This Day in Liberal Judicial Activism—October 25

POLITICS & POLICY
President Obama and Sonia Sotomayor in 2009 (Jewel Samad/AFP/Getty)

1957—No case is too easy for a liberal judicial activist to mess up. In Accardo v. United States, the D.C. Circuit majority concludes, in one apt sentence, that the evidence at trial was sufficient to support a conviction for attempt to commit robbery. What was that evidence? As Judge David L. Bazelon, in dissent, summarizes it: “The complainant, the proprietor of a gas station, testified that, after he had locked up for the night, a man rapped at his door and motioned to him to come to the door. He motioned to the man to go to an open window, which the man did. There followed some talk about a fan belt for an automobile and then the man produced a gun and said, ‘Now, you go over and unlock that door. I’m coming in.’”

Bazelon concludes that the defendant was “entitled to a judgment of acquittal because there was no evidence from which the jury could conclude beyond a reasonable doubt that his purpose in demanding entry was to commit robbery.” “The only evidence relied on to prove the necessary intent,” Bazelon complains, “is the fact that he demanded entry at the point of a gun”! In Bazelon’s confused mind, the possibility that several other intents (murder or mayhem, for example) could be inferred from demanding entry at gunpoint somehow means that the jury did not have sufficient evidence to find beyond a reasonable doubt that the defendant intended to commit robbery.

2001—“I would hope that a wise Latina woman with the richness of her experiences would more often than not reach a better conclusion than a white male who hasn’t lived that life,” declares Second Circuit judge Sonia Sotomayor. In the course of her muddled speech to a Berkeley audience, Sotomayor calls into question the desirability of the traditional norm of judicial impartiality and displays a crude quota mentality.

Implementing his promise—or, rather, threat—to select justices based on their willingness to indulge their “deepest values,” “core concerns,” and “the depth and breadth of [their] empathy,” President Obama in May 2009 makes Sotomayor his first pick for the Supreme Court.

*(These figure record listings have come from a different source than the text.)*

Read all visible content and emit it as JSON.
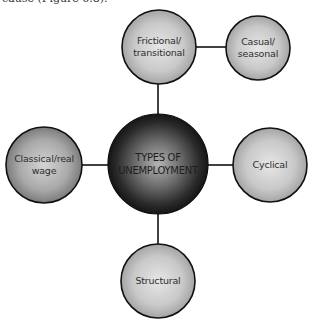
{
  "caption": "cause (Figure 6.8).",
  "diagram": {
    "title": "Types of unemployment",
    "center": {
      "lines": [
        "TYPES OF",
        "UNEMPLOYMENT"
      ]
    },
    "nodes": [
      {
        "id": "frictional",
        "lines": [
          "Frictional/",
          "transitional"
        ]
      },
      {
        "id": "casual",
        "lines": [
          "Casual/",
          "seasonal"
        ]
      },
      {
        "id": "classical",
        "lines": [
          "Classical/real",
          "wage"
        ]
      },
      {
        "id": "cyclical",
        "lines": [
          "Cyclical"
        ]
      },
      {
        "id": "structural",
        "lines": [
          "Structural"
        ]
      }
    ],
    "colors": {
      "line": "#111111",
      "node_light": "#e2e2e2",
      "node_dark": "#9a9a9a",
      "center_light": "#b0b0b0",
      "center_dark": "#141414"
    }
  }
}
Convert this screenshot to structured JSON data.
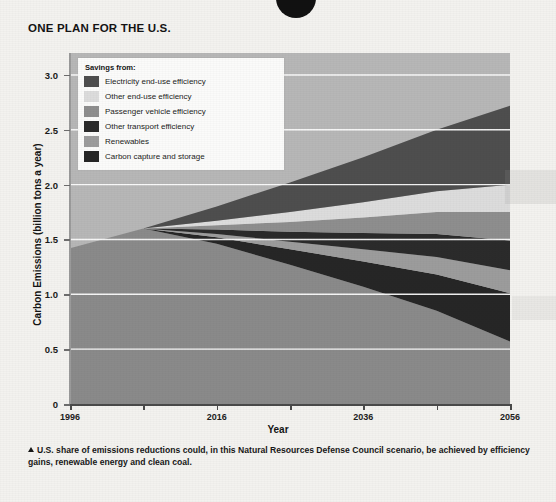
{
  "chart_title": "ONE PLAN FOR THE U.S.",
  "top_glyph": "circle-bullet",
  "legend": {
    "title": "Savings from:",
    "items": [
      {
        "label": "Electricity end-use efficiency",
        "color": "#4e4e4e"
      },
      {
        "label": "Other end-use efficiency",
        "color": "#dcdcdc"
      },
      {
        "label": "Passenger vehicle efficiency",
        "color": "#8e8e8e"
      },
      {
        "label": "Other transport efficiency",
        "color": "#2b2b2b"
      },
      {
        "label": "Renewables",
        "color": "#9c9c9c"
      },
      {
        "label": "Carbon capture and storage",
        "color": "#262626"
      }
    ]
  },
  "caption": "U.S. share of emissions reductions could, in this Natural Resources Defense Council scenario, be achieved by efficiency gains, renewable energy and clean coal.",
  "chart_data": {
    "type": "area",
    "title": "ONE PLAN FOR THE U.S.",
    "xlabel": "Year",
    "ylabel": "Carbon Emissions (billion tons a year)",
    "xlim": [
      1996,
      2056
    ],
    "ylim": [
      0,
      3.2
    ],
    "grid": true,
    "grid_color": "#ffffff",
    "legend_position": "top-left-inside",
    "xticks": [
      1996,
      2016,
      2036,
      2056
    ],
    "xticks_minor": [
      2006,
      2026,
      2046
    ],
    "yticks": [
      0,
      0.5,
      1.0,
      1.5,
      2.0,
      2.5,
      3.0
    ],
    "ytick_labels": [
      "0",
      "0.5",
      "1.0",
      "1.5",
      "2.0",
      "2.5",
      "3.0"
    ],
    "plot_background": "#b7b7b7",
    "x": [
      1996,
      2006,
      2016,
      2026,
      2036,
      2046,
      2056
    ],
    "series": [
      {
        "name": "Business-as-usual total (top of stack)",
        "role": "envelope",
        "values": [
          1.42,
          1.6,
          1.8,
          2.02,
          2.25,
          2.5,
          2.72
        ]
      },
      {
        "name": "Electricity end-use efficiency",
        "color": "#4e4e4e",
        "values": [
          0.0,
          0.0,
          0.13,
          0.27,
          0.41,
          0.56,
          0.72
        ]
      },
      {
        "name": "Other end-use efficiency",
        "color": "#dcdcdc",
        "values": [
          0.0,
          0.0,
          0.04,
          0.09,
          0.14,
          0.19,
          0.25
        ]
      },
      {
        "name": "Passenger vehicle efficiency",
        "color": "#8e8e8e",
        "values": [
          0.0,
          0.0,
          0.04,
          0.09,
          0.14,
          0.2,
          0.26
        ]
      },
      {
        "name": "Other transport efficiency",
        "color": "#2b2b2b",
        "values": [
          0.0,
          0.0,
          0.04,
          0.09,
          0.15,
          0.21,
          0.27
        ]
      },
      {
        "name": "Renewables",
        "color": "#9c9c9c",
        "values": [
          0.0,
          0.0,
          0.03,
          0.07,
          0.11,
          0.16,
          0.21
        ]
      },
      {
        "name": "Carbon capture and storage",
        "color": "#262626",
        "values": [
          0.0,
          0.0,
          0.06,
          0.14,
          0.23,
          0.33,
          0.44
        ]
      },
      {
        "name": "Remaining emissions",
        "color": "#8a8a8a",
        "values": [
          1.42,
          1.6,
          1.46,
          1.27,
          1.07,
          0.85,
          0.57
        ]
      }
    ]
  }
}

2006—Who knew that the Declaration of Independence was a declaration of same-sex marriage? Echoing the Declaration of Independence, the New Jersey constitution provides: “All persons are by nature free and independent, and have certain natural and unalienable rights, among which are those of enjoying and defending life and liberty, of acquiring, possessing, and protecting property, and of pursuing and obtaining safety and happiness.” Based on this provision, the New Jersey Supreme Court rules (in Lewis v. Harris) that all the rights and benefits of marriage need to be made available to same-sex couples.